One kid's story
Many times we hear statistics and they pass by us as nothing more than a number. We dehumanize these statistics and avoid the meaning behind them. Here’s the story of a statistic.
Waking up on the wet pavement, the rain beats down on his torn skin like acid. Surrounding him, are strange faces, twisted in the flashing lights to resemble his worst nightmares. He tries to scan around, but his tired muscles only allow limited movement. He turns his head to the side to catch the torn skin and bone jutting out of his leg. He squints as the blood flows, unhindered by skin, into his eyes from his gashed forehead.
His soft voice asks if his father and friend are alright. No one answers.
The lights flash rhythmically in the background. Discussions occur around him, oblivious to his presence. He can hear the sound of tires on wet asphalt at his feet, but cannot see them. He cannot lift his arms, from the weight of his muscles. A paramedic asks him if he knows where he is. He can only ask about his father.
As he’s lifted into the ambulance, he shivers uncontrollably. He can’t feel a thing but the icy cold coming over him. He talks, but nothing comes out. One of the paramedics says “He’s going into shock”. They throw blankets on him, but the cold keeps coming. All goes dark.
When he arrives at the hospital, they begin to put the needles in, but he can only feel it slightly. They cut his pants off and the pain of the jean peeling off of the torn skin is felt through the iciness. People surround him, coming into the room to perform a task and leaving as quickly as they came. All the time, the cold grips like a mother’s arms.
The injections start, dulling the pain and nauseating him. His journey into the operating rooms is a quick one. Watching the lights flow past him like mile markers, he barely hears the conversations going on around him. When he arrives at the room, doctors tell him to relax, but he’s so distant on the drugs that relaxation doesn’t occur, only faint noises register. He receives the anesthetic and begins his sleep.
As he wakes up, his face peels off of the pillow, covered in his own vomit. The tubes in his nose cause a soreness going all the way down his throat. His muscles are sore and turning his head to look at the traction device he will spend the next three months in is difficult. The room is awash in a pale orange light, the shadows jump off of the machine he has now become a part of. His stomach area is sore from the catheter that’s been put into him. It’s a dull pain. His vomit encrusted face looks around the room. There is no familiarity here, no family or friends, only the half open blinds and the orange light.
During the next week, he will eat only ice chips and get Demerol shots to dull the pain. His memory of when the doctor came in with his stepmother and told him his father died in the crash are dim and hazy, thanks to the drugs.
Over the next 2 years, he will have his leg broken 3 times to fix it. Be in a cast from his chest, down to his ankles and be unable to perform even the most menial tasks.
This is the aftermath of a drunken driving crash. A statistic to most, a memory for me.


__Exercise instructions__: Line by line, repeat the material below exactly and skip the images.

[[ Records provided open ]]

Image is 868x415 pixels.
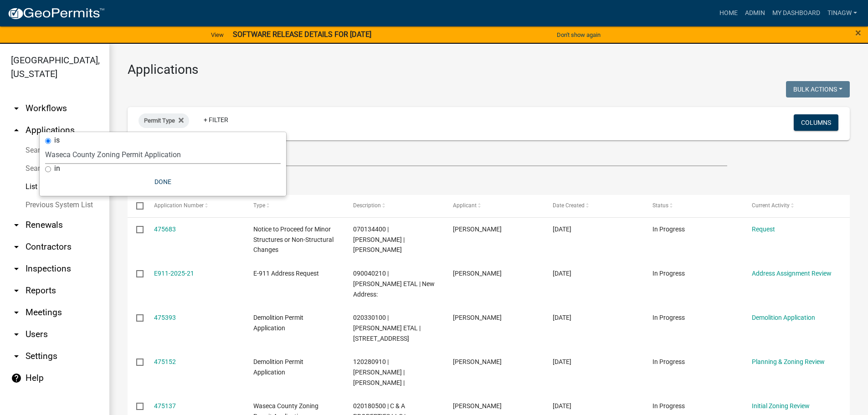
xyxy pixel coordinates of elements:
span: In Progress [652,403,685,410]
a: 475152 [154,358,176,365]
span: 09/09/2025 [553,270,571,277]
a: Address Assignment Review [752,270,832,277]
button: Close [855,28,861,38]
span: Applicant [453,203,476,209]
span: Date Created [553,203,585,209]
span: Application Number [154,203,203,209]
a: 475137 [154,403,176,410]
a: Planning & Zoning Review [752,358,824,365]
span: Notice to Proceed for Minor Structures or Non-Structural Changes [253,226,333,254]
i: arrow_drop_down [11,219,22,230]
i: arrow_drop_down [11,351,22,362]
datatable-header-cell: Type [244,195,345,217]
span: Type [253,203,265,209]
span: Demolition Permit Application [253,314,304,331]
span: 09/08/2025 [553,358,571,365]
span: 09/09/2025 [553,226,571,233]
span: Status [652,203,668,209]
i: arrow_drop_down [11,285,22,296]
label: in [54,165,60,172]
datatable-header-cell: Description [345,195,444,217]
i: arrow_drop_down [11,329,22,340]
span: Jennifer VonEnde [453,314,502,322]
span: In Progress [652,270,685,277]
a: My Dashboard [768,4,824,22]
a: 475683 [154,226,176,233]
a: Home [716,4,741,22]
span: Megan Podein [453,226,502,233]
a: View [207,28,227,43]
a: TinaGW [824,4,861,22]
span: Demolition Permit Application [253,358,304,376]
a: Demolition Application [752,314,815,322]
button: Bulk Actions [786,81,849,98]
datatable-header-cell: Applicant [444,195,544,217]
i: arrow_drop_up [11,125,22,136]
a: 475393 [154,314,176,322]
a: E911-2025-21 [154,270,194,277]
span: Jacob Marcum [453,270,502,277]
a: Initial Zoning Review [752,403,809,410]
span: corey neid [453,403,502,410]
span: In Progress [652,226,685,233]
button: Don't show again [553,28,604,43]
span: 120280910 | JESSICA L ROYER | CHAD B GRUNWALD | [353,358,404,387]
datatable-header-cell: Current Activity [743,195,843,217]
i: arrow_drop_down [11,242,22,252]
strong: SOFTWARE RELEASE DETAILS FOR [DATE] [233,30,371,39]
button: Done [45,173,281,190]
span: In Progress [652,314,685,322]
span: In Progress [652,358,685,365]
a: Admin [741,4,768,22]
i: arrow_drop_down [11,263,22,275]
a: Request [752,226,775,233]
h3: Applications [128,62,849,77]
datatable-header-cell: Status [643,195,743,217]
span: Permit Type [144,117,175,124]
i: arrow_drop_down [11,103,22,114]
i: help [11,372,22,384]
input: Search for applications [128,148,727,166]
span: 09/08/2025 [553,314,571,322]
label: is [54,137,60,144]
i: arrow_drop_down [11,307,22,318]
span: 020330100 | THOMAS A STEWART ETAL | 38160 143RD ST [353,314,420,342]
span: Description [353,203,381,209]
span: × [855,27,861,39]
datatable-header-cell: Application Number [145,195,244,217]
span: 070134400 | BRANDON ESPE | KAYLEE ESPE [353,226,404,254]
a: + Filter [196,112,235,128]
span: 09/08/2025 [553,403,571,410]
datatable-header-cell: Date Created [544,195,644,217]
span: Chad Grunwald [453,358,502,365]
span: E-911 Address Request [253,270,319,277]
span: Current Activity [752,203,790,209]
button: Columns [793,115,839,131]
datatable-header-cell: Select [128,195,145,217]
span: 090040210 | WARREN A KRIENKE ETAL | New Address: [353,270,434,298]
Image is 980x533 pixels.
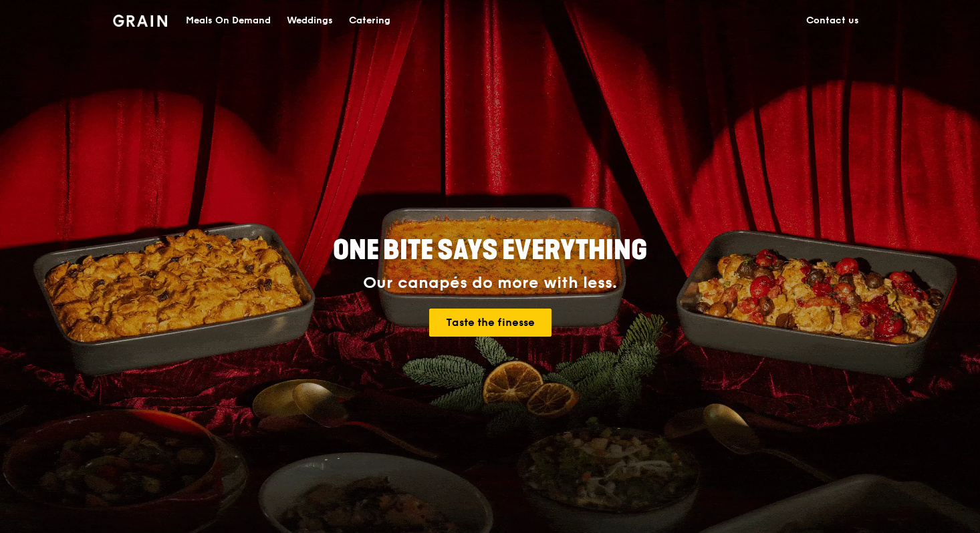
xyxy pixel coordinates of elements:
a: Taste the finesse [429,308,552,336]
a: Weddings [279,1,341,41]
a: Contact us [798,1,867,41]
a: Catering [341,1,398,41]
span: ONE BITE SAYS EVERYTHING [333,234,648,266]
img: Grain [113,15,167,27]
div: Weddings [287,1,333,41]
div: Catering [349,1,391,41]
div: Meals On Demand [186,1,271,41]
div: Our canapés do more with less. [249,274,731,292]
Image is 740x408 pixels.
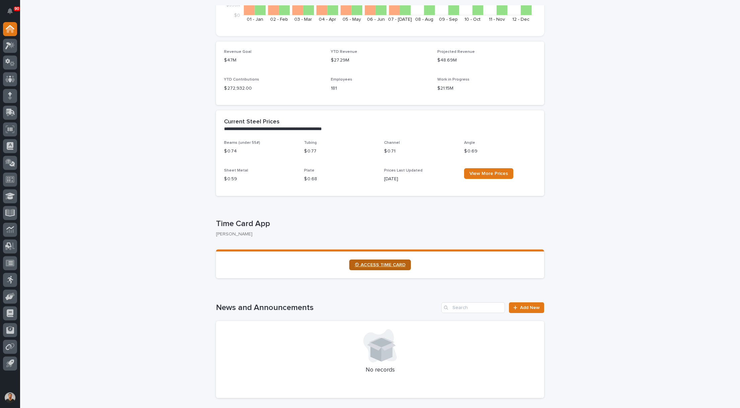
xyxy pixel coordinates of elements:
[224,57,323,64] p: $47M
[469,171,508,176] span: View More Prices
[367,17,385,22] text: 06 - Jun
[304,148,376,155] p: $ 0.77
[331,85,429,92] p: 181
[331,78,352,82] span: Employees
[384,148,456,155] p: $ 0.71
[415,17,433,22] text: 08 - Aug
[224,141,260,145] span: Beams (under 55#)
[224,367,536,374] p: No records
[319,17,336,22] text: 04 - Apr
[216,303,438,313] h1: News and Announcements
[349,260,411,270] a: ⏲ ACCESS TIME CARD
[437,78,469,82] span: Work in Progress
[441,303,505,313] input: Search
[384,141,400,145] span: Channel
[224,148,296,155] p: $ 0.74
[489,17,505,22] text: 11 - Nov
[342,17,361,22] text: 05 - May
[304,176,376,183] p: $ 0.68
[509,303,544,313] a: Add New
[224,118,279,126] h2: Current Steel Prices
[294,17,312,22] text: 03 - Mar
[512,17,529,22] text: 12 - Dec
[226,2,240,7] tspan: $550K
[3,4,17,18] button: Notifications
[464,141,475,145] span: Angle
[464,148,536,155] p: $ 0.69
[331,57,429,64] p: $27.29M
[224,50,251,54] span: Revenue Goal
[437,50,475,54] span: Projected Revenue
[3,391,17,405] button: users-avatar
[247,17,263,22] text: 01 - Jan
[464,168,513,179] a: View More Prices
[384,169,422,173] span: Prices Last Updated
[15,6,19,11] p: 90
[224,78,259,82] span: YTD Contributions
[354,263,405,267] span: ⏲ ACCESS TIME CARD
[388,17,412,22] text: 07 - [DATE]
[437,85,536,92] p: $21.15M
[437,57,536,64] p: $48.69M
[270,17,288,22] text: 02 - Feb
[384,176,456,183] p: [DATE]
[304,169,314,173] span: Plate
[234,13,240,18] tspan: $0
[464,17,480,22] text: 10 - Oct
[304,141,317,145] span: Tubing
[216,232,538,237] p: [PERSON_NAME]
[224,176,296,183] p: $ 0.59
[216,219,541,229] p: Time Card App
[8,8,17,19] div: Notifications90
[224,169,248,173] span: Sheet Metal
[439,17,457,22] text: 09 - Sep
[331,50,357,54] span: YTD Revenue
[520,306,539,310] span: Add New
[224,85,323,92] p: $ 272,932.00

[[ Records provided closed ]]

__Answer box__:
Image is 868x415 pixels.
xyxy pixel coordinates of elements:
span: In Progress [652,403,685,410]
a: 475152 [154,358,176,365]
span: 09/09/2025 [553,270,571,277]
a: Address Assignment Review [752,270,832,277]
button: Close [855,28,861,38]
span: Applicant [453,203,476,209]
span: Date Created [553,203,585,209]
span: Application Number [154,203,203,209]
a: 475137 [154,403,176,410]
a: Planning & Zoning Review [752,358,824,365]
span: Notice to Proceed for Minor Structures or Non-Structural Changes [253,226,333,254]
i: arrow_drop_down [11,219,22,230]
i: arrow_drop_down [11,351,22,362]
datatable-header-cell: Type [244,195,345,217]
span: Type [253,203,265,209]
span: Demolition Permit Application [253,314,304,331]
span: 09/08/2025 [553,358,571,365]
span: 09/09/2025 [553,226,571,233]
span: Status [652,203,668,209]
i: arrow_drop_down [11,285,22,296]
label: in [54,165,60,172]
datatable-header-cell: Description [345,195,444,217]
i: arrow_drop_down [11,329,22,340]
span: Jennifer VonEnde [453,314,502,322]
span: In Progress [652,270,685,277]
a: My Dashboard [768,4,824,22]
a: 475683 [154,226,176,233]
a: Home [716,4,741,22]
span: Megan Podein [453,226,502,233]
a: View [207,28,227,43]
a: TinaGW [824,4,861,22]
span: Demolition Permit Application [253,358,304,376]
a: Demolition Application [752,314,815,322]
button: Bulk Actions [786,81,849,98]
datatable-header-cell: Applicant [444,195,544,217]
i: arrow_drop_up [11,125,22,136]
a: 475393 [154,314,176,322]
a: E911-2025-21 [154,270,194,277]
span: Jacob Marcum [453,270,502,277]
a: Initial Zoning Review [752,403,809,410]
span: corey neid [453,403,502,410]
span: In Progress [652,226,685,233]
button: Don't show again [553,28,604,43]
span: 120280910 | JESSICA L ROYER | CHAD B GRUNWALD | [353,358,404,387]
datatable-header-cell: Current Activity [743,195,843,217]
i: arrow_drop_down [11,242,22,252]
strong: SOFTWARE RELEASE DETAILS FOR [DATE] [233,30,371,39]
button: Done [45,173,281,190]
span: In Progress [652,314,685,322]
span: In Progress [652,358,685,365]
a: Admin [741,4,768,22]
i: arrow_drop_down [11,263,22,275]
a: Request [752,226,775,233]
h3: Applications [128,62,849,77]
datatable-header-cell: Status [643,195,743,217]
span: Permit Type [144,117,175,124]
i: arrow_drop_down [11,103,22,114]
i: help [11,372,22,384]
input: Search for applications [128,148,727,166]
span: 09/08/2025 [553,314,571,322]
label: is [54,137,60,144]
i: arrow_drop_down [11,307,22,318]
span: 020330100 | THOMAS A STEWART ETAL | 38160 143RD ST [353,314,420,342]
span: Description [353,203,381,209]
span: × [855,27,861,39]
datatable-header-cell: Application Number [145,195,244,217]
span: 070134400 | BRANDON ESPE | KAYLEE ESPE [353,226,404,254]
a: + Filter [196,112,235,128]
span: 09/08/2025 [553,403,571,410]
datatable-header-cell: Date Created [544,195,644,217]
span: Chad Grunwald [453,358,502,365]
span: E-911 Address Request [253,270,319,277]
span: Current Activity [752,203,790,209]
button: Columns [793,115,839,131]
datatable-header-cell: Select [128,195,145,217]
span: 090040210 | WARREN A KRIENKE ETAL | New Address: [353,270,434,298]
Image is 980x533 pixels.
xyxy pixel coordinates of elements:
a: Taste the finesse [429,308,552,336]
a: Weddings [279,1,341,41]
a: Contact us [798,1,867,41]
a: Catering [341,1,398,41]
span: ONE BITE SAYS EVERYTHING [333,234,648,266]
img: Grain [113,15,167,27]
div: Weddings [287,1,333,41]
div: Catering [349,1,391,41]
div: Meals On Demand [186,1,271,41]
div: Our canapés do more with less. [249,274,731,292]
Image is 740x408 pixels.
xyxy pixel coordinates of elements:
[224,57,323,64] p: $47M
[469,171,508,176] span: View More Prices
[367,17,385,22] text: 06 - Jun
[304,148,376,155] p: $ 0.77
[331,85,429,92] p: 181
[331,78,352,82] span: Employees
[384,148,456,155] p: $ 0.71
[415,17,433,22] text: 08 - Aug
[224,141,260,145] span: Beams (under 55#)
[224,367,536,374] p: No records
[319,17,336,22] text: 04 - Apr
[216,303,438,313] h1: News and Announcements
[349,260,411,270] a: ⏲ ACCESS TIME CARD
[437,78,469,82] span: Work in Progress
[441,303,505,313] input: Search
[384,141,400,145] span: Channel
[224,148,296,155] p: $ 0.74
[489,17,505,22] text: 11 - Nov
[342,17,361,22] text: 05 - May
[304,176,376,183] p: $ 0.68
[509,303,544,313] a: Add New
[224,118,279,126] h2: Current Steel Prices
[294,17,312,22] text: 03 - Mar
[512,17,529,22] text: 12 - Dec
[226,2,240,7] tspan: $550K
[3,4,17,18] button: Notifications
[464,141,475,145] span: Angle
[464,148,536,155] p: $ 0.69
[331,57,429,64] p: $27.29M
[224,50,251,54] span: Revenue Goal
[437,50,475,54] span: Projected Revenue
[3,391,17,405] button: users-avatar
[247,17,263,22] text: 01 - Jan
[464,168,513,179] a: View More Prices
[384,169,422,173] span: Prices Last Updated
[15,6,19,11] p: 90
[224,78,259,82] span: YTD Contributions
[354,263,405,267] span: ⏲ ACCESS TIME CARD
[388,17,412,22] text: 07 - [DATE]
[437,85,536,92] p: $21.15M
[437,57,536,64] p: $48.69M
[270,17,288,22] text: 02 - Feb
[384,176,456,183] p: [DATE]
[304,169,314,173] span: Plate
[234,13,240,18] tspan: $0
[464,17,480,22] text: 10 - Oct
[304,141,317,145] span: Tubing
[216,232,538,237] p: [PERSON_NAME]
[224,176,296,183] p: $ 0.59
[216,219,541,229] p: Time Card App
[8,8,17,19] div: Notifications90
[224,169,248,173] span: Sheet Metal
[439,17,457,22] text: 09 - Sep
[331,50,357,54] span: YTD Revenue
[520,306,539,310] span: Add New
[224,85,323,92] p: $ 272,932.00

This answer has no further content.